Aaron Kramer

A lifelong poet of political commitment, he wrote 26 volumes of poetry, three of prose, and ten of translations between 1938 and (published posthumously) 1998.

[3] Kramer wrote his first protest poems in the mid-1930s when he was barely a teenager, through his pointed critiques of the 1983 war in Grenada and Ronald Reagan's 1985 visits to Nazi graves in Bitburg.

Kramer wrote his first pamphlet in 1938 titled The Alarm Clock, it was funded by a local Communist Party chapter.

[1] Kramer also produced translations of “Rilke: Visions of Christ” and “Der Kaiser von Atlantis”, the opera composed by Viktor Ullmann in the Theresienstadt concentration camp in 1943.

[1] Kramer first gained national prominence with Seven Poets in Search of An Answer (1944) and The Poetry and Prose of Heinrich Heine (1948).

His masterpiece is his 26 poems compromising the 1952 sequence “Denmark Vesey", about plans for aborted 1822 slave revolt in Charleston, South Carolina.

Lifelong pen friend Sohail Adeeb (poet, critic, literary editor) translated some of Kramer's works into Urdu.

[2] Kramer's artistic identity took shape in New York City during the late 1930s and early 1940s, where he moved in left-wing literary circles and absorbed many of their attitudes and ideals.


**Description of the task**
Copy, from the material below, each line where "equivalent" shows up.

────

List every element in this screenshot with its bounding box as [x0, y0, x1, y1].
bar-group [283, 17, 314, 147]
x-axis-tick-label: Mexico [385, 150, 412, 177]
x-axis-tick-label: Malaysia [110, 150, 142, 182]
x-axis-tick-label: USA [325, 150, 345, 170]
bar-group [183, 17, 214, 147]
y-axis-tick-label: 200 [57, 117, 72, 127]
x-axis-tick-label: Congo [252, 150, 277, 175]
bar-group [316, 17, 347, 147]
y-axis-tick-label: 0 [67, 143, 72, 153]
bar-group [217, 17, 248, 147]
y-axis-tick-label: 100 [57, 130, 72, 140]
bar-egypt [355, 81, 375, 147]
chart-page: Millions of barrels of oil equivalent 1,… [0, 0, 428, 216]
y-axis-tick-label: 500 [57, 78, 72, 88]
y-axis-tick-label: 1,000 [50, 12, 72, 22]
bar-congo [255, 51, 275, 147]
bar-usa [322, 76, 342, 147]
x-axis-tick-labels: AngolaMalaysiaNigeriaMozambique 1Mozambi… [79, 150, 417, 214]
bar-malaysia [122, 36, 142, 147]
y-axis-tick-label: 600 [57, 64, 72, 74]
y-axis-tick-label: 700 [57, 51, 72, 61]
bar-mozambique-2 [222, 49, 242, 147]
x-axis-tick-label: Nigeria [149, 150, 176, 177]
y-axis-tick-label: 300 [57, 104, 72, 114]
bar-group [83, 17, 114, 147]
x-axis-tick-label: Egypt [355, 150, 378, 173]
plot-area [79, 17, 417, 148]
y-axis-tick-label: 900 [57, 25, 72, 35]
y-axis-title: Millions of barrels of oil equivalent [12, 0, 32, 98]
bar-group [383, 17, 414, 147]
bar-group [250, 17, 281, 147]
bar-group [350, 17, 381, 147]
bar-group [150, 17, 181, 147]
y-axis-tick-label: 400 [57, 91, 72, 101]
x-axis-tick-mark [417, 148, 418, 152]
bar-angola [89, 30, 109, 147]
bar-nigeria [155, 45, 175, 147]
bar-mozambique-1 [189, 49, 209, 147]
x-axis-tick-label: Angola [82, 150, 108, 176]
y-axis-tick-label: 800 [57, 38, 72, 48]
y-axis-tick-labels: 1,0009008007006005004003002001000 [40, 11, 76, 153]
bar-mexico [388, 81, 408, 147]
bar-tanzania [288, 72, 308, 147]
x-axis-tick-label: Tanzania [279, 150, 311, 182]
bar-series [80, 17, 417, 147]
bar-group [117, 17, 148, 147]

────

**Answer box**
chart-page: Millions of barrels of oil equivalent 1,… [0, 0, 428, 216]
y-axis-title: Millions of barrels of oil equivalent [12, 0, 32, 98]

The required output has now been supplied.